Immortal Thoughts by Christopher Neve;

Immortal Thoughts by Christopher Neve;

Author:Christopher Neve;
Language: eng
Format: epub
Publisher: Thames & Hudson Ltd.
Published: 2023-10-15T00:00:00+00:00


Velázquez’s Las Meninas

Perhaps it was the itinerant people clapping irregular rhythms and singing in high voices, or the legless man wheeling himself around on a tray, that made me think to tell you of how death also hides in Velázquez’s great Las Meninas, though I only mention it in passing.

With difficulty, workmen have unhooked the chandeliers in a large room on the ground floor facing across the palace square in the Alcázar, to make it into a workshop for Velázquez. It is 1656. For more than thirty years he has been painting Philip IV, almost his only patron, and now he is starting on a big picture of the most inordinate originality and concealed cunning. Its chief subject is the king’s favourite infanta, Margarita Teresa, who is five. She will die aged twenty-one after seven pregnancies. The menina on her left is Maria Sarmiento, who will die within two years. The woman with dwarfism is German, though she is called Maribárbola. The man on the steps is Velázquez’s friend José Nieto, a court official. The king and queen appear foggily in the mirror. But Velázquez, who looks past the canvas. What is it that he does not yet know?

Excuse me if I pause to point out how all these figures are set in a structure. The group is shown fairly far forward in the room, with a beautiful, gloomy space behind it. Apart from the burst of light at the back there are two light sources, one immediately to the right of the viewer and another which throws a diagonal strip of sunlight across the floor towards the rear wall. Then there are triangles. These triangles are set up by the stretcher of the canvas, the brushes and mahlstick, and Nicolasito Pertusato with his foot on the dog to the right. There is also, of course, an implied triangle running backwards into the space and another coming forward to include you, the viewer, within the firm cube of the room. But that is not all. Now think of the whole group as seen from above. This puts the infanta’s round dress near the middle of a series of other circles. But even that is not quite all, because there remains the central device or conceit of the picture, which is the mirror. When you look at the painting, its bottom edge is so low down that the mat on the artist’s floor appears to be a continuation of the floor on which you stand. But the whole group turns towards the king and queen, who must surely be standing where the artist stands; that is, where the viewer stands. So, if the canvas in the picture is this painting, the implication is that the whole group is seen in a mirror.

I have tried to describe the painting’s cleverness but find myself speechless at its beauty. Like many people, I had my mind altered about life by seeing it in a way from which I have never recovered. The same happened when I saw Piero della Francesca’s Madonna del Parto (c.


Exercise description: Look through the records, and wherever the string "icon" turns up, copy out that line.

Records:
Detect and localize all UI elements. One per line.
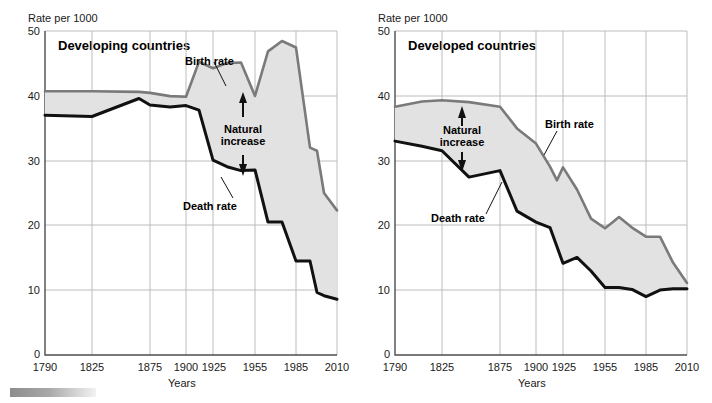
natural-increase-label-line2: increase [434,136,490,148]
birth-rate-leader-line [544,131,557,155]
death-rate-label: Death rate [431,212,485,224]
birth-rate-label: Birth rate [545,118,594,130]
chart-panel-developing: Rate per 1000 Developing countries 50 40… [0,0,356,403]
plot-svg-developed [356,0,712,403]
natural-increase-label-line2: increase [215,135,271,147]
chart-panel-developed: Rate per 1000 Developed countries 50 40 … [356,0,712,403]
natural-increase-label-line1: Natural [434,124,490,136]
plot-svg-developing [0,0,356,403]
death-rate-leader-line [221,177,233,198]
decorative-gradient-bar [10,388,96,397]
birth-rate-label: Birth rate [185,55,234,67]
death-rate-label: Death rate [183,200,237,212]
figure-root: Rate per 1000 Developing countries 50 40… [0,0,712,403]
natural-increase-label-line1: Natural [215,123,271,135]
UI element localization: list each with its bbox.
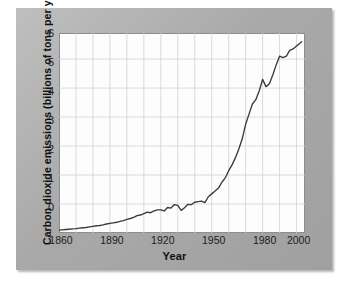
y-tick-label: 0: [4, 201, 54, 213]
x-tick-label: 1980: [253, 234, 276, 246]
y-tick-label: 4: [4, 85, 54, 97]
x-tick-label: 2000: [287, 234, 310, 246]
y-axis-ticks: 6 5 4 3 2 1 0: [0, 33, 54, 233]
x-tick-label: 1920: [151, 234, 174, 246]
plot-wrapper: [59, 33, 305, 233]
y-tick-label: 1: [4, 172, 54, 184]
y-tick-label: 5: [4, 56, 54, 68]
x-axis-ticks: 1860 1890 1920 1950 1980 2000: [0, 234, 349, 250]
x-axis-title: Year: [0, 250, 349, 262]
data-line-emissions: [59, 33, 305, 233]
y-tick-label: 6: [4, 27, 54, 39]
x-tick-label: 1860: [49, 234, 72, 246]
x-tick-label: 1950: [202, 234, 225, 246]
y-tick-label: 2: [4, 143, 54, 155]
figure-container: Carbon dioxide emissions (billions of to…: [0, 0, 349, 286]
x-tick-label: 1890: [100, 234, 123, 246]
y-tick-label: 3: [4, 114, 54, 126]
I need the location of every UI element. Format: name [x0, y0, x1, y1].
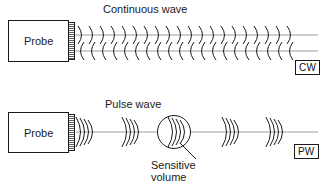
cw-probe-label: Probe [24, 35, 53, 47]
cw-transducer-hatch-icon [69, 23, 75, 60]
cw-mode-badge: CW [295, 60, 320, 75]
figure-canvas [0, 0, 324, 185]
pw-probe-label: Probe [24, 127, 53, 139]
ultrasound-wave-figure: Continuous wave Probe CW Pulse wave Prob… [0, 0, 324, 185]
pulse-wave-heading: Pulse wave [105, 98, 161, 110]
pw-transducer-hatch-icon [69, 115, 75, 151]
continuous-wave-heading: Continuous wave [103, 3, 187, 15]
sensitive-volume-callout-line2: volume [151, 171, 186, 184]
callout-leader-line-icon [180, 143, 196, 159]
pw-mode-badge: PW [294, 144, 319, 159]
...
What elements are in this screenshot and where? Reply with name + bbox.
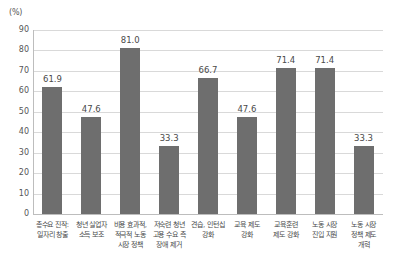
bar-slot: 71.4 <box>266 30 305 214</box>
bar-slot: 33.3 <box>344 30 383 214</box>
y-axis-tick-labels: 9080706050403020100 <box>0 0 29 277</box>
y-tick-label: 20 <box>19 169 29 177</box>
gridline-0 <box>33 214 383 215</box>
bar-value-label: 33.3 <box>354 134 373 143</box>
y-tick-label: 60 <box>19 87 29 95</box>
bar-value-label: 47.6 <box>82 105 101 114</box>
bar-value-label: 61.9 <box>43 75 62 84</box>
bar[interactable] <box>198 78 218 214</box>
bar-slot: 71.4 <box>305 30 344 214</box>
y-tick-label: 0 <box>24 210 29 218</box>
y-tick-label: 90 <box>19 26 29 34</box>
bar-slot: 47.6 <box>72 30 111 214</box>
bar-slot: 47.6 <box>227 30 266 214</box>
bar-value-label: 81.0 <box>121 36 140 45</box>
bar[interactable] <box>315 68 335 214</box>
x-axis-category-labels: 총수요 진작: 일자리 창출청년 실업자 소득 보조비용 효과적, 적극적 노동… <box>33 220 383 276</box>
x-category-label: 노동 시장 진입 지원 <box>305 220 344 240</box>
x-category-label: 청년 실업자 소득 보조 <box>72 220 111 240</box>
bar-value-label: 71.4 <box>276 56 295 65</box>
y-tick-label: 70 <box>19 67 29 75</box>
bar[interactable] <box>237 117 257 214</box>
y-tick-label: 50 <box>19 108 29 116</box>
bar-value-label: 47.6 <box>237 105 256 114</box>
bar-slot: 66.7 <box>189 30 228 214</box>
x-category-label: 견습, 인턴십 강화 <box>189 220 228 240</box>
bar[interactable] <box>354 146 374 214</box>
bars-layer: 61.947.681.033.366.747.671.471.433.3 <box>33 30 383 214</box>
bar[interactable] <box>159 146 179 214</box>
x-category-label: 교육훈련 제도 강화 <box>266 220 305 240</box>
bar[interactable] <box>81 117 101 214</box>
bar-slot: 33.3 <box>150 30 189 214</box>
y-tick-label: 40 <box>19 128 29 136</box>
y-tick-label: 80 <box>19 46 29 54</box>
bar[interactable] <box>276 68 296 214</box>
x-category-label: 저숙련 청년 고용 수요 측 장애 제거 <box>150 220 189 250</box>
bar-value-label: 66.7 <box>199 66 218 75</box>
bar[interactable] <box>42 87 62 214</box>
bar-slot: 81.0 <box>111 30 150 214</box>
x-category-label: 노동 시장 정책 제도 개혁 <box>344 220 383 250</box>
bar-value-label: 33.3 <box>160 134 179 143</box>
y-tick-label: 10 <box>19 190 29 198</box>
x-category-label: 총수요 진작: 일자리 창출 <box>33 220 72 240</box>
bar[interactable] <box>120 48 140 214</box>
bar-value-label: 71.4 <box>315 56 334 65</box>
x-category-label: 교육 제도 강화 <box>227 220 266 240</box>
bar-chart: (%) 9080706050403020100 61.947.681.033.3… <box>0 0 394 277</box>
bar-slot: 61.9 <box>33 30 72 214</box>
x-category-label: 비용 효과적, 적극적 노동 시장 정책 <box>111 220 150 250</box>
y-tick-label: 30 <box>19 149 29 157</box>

Response to this exercise:
cw-transducer-hatch-icon [69, 23, 75, 60]
pw-transducer-hatch-icon [69, 115, 75, 151]
callout-leader-line-icon [180, 143, 196, 159]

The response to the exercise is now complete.